[WHAT THIS TASK INVOLVES]:
Starting at the line that contains "Describe the element", return every line through the end of the data exactly, without pictures.

[Screenshot grounding data]
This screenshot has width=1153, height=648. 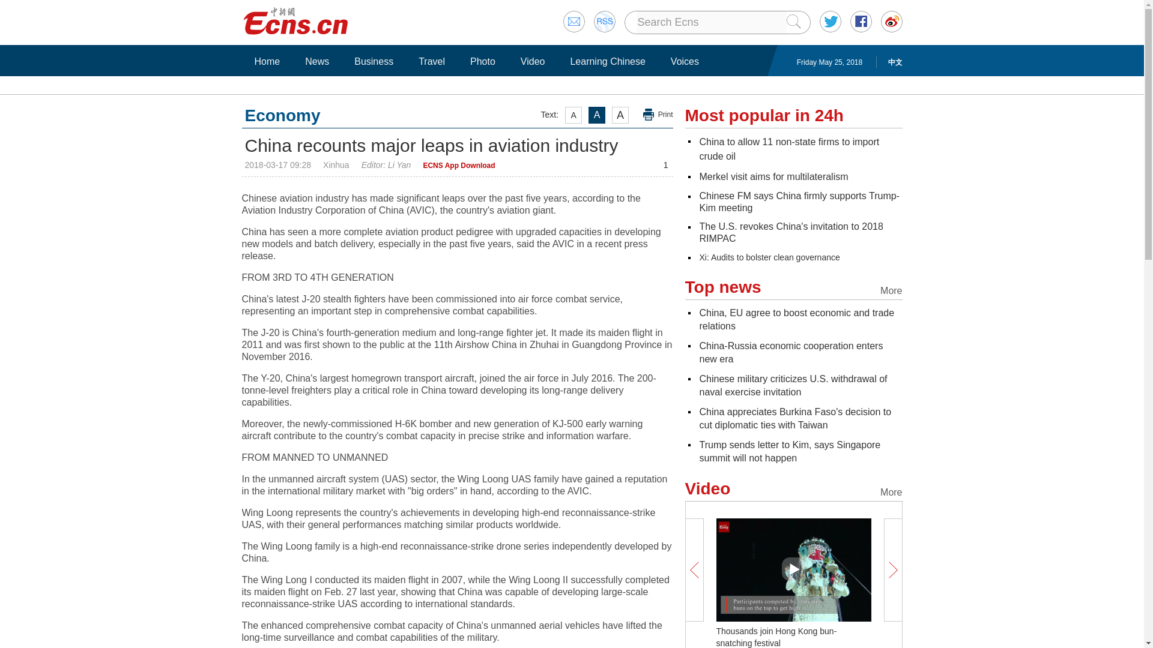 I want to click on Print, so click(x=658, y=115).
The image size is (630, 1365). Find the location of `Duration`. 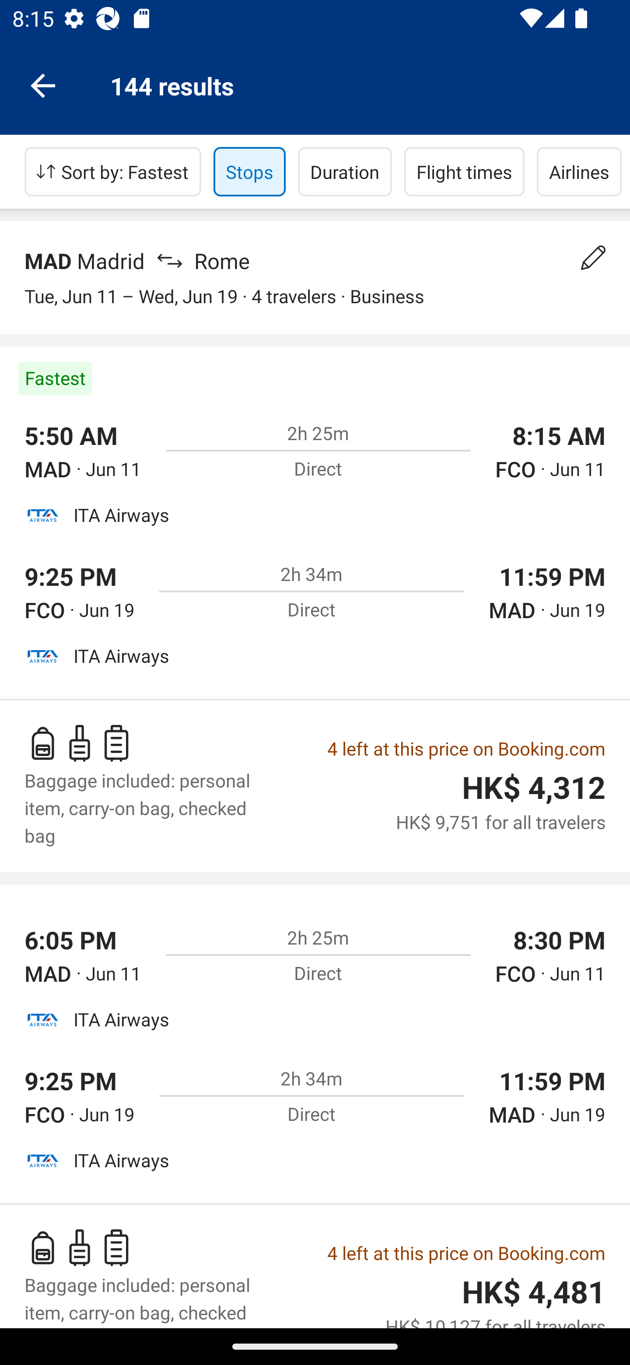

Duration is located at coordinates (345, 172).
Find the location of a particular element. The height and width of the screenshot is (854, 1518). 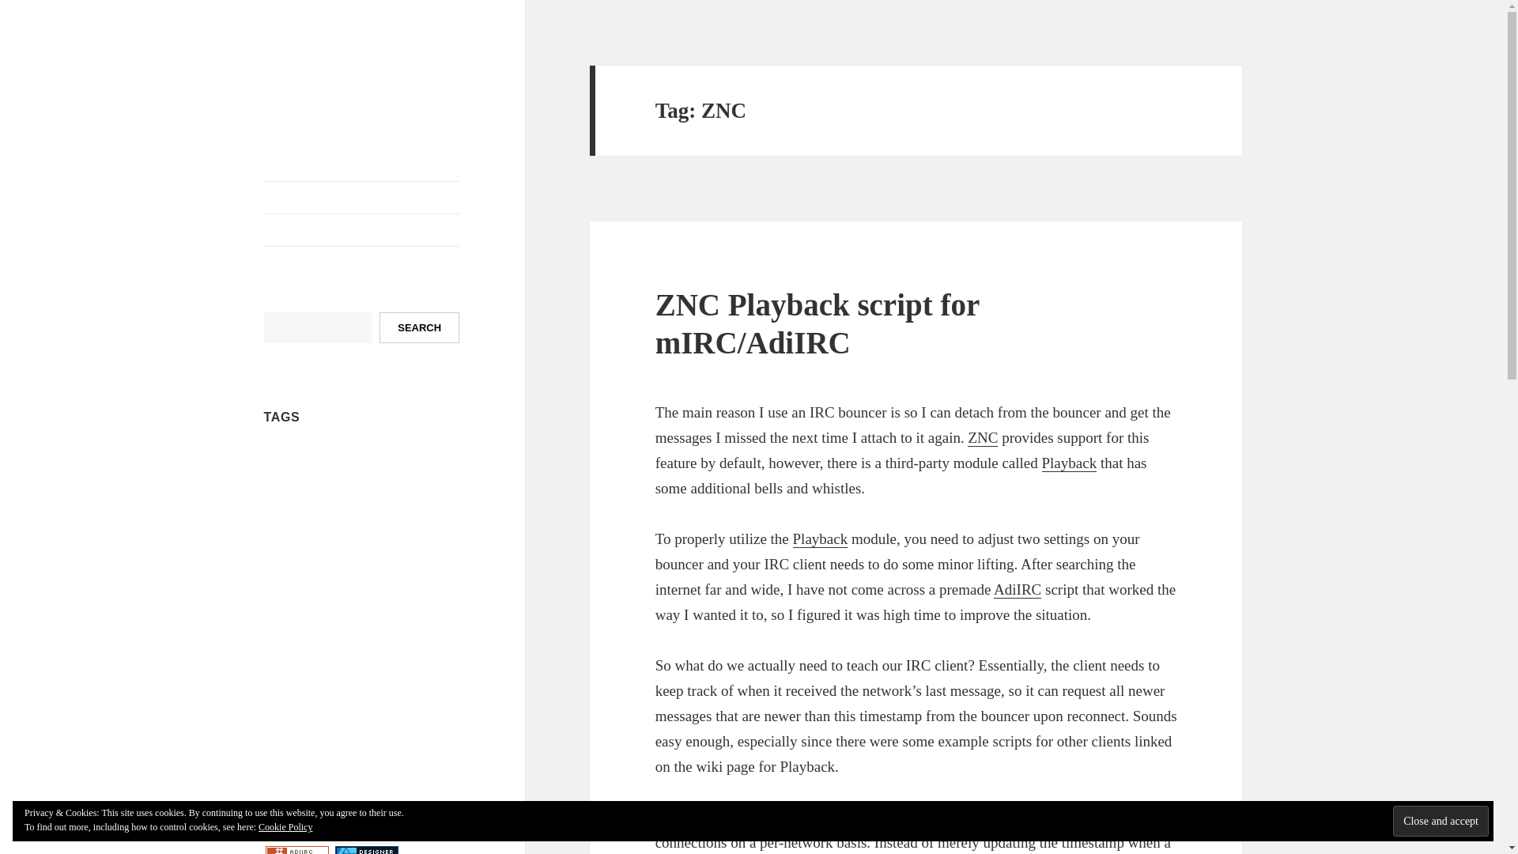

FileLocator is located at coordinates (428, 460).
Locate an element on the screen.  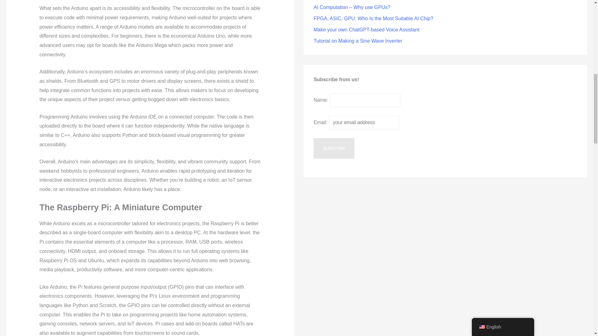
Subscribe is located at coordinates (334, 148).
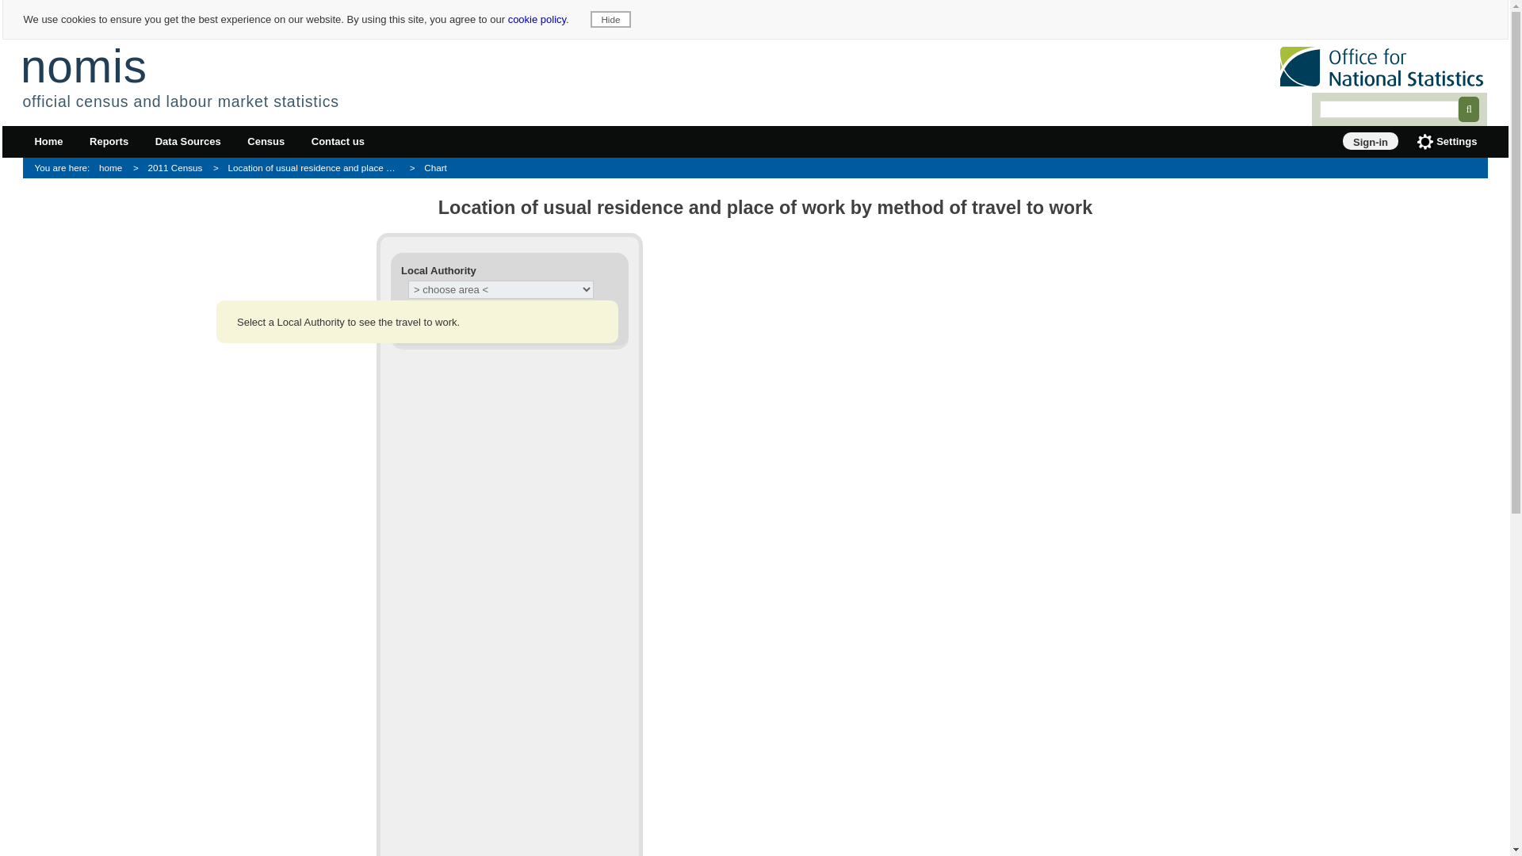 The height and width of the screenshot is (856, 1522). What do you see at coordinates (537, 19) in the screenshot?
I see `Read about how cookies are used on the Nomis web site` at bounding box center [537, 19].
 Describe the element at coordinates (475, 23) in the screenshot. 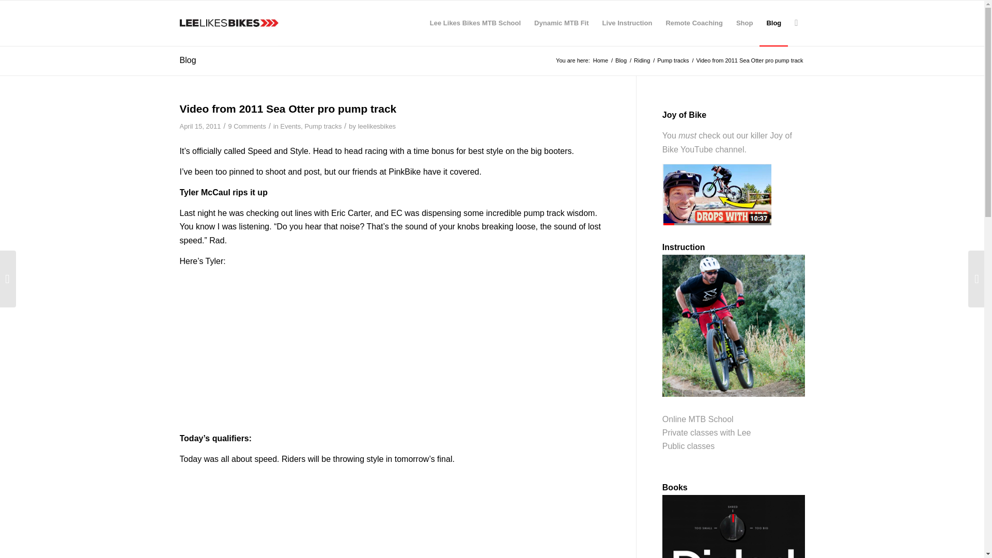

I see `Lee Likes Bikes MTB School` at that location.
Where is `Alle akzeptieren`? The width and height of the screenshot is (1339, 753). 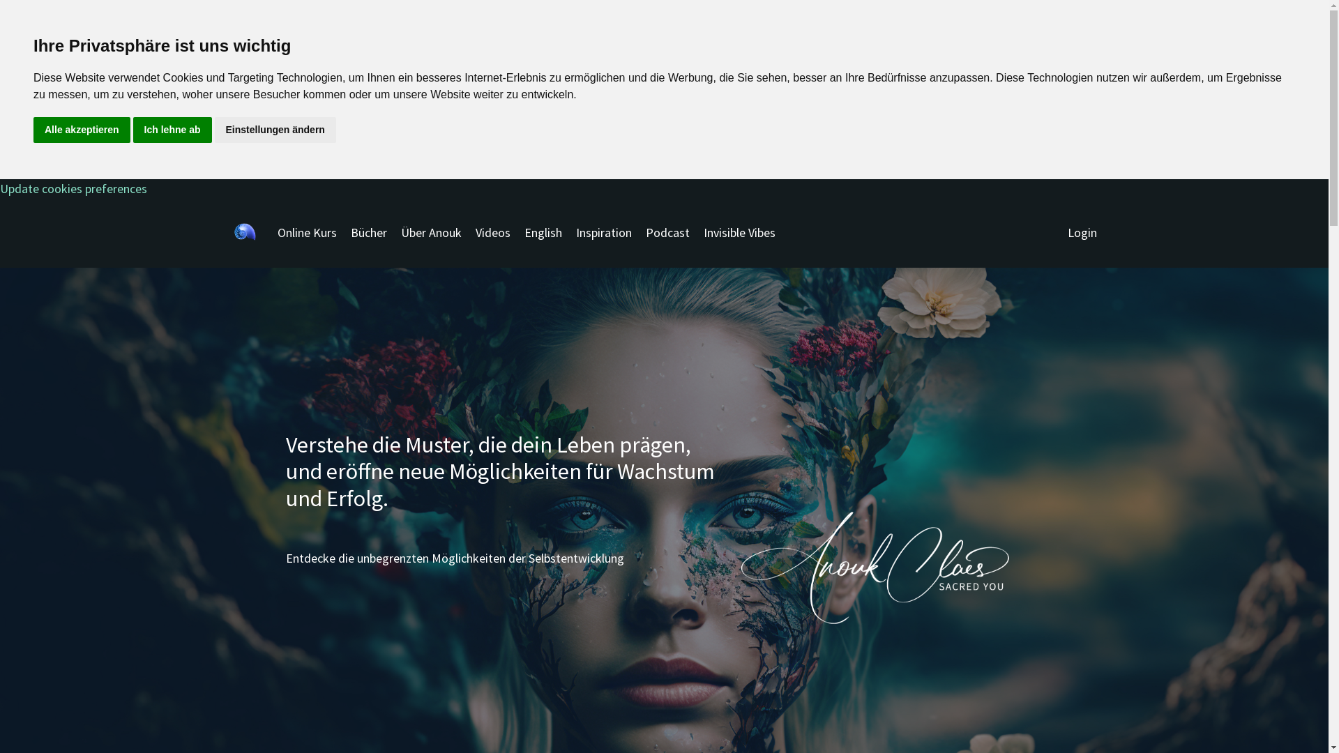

[RESULT BELOW]:
 Describe the element at coordinates (475, 23) in the screenshot. 

I see `Lee Likes Bikes MTB School` at that location.
Where is `Alle akzeptieren`? The width and height of the screenshot is (1339, 753). 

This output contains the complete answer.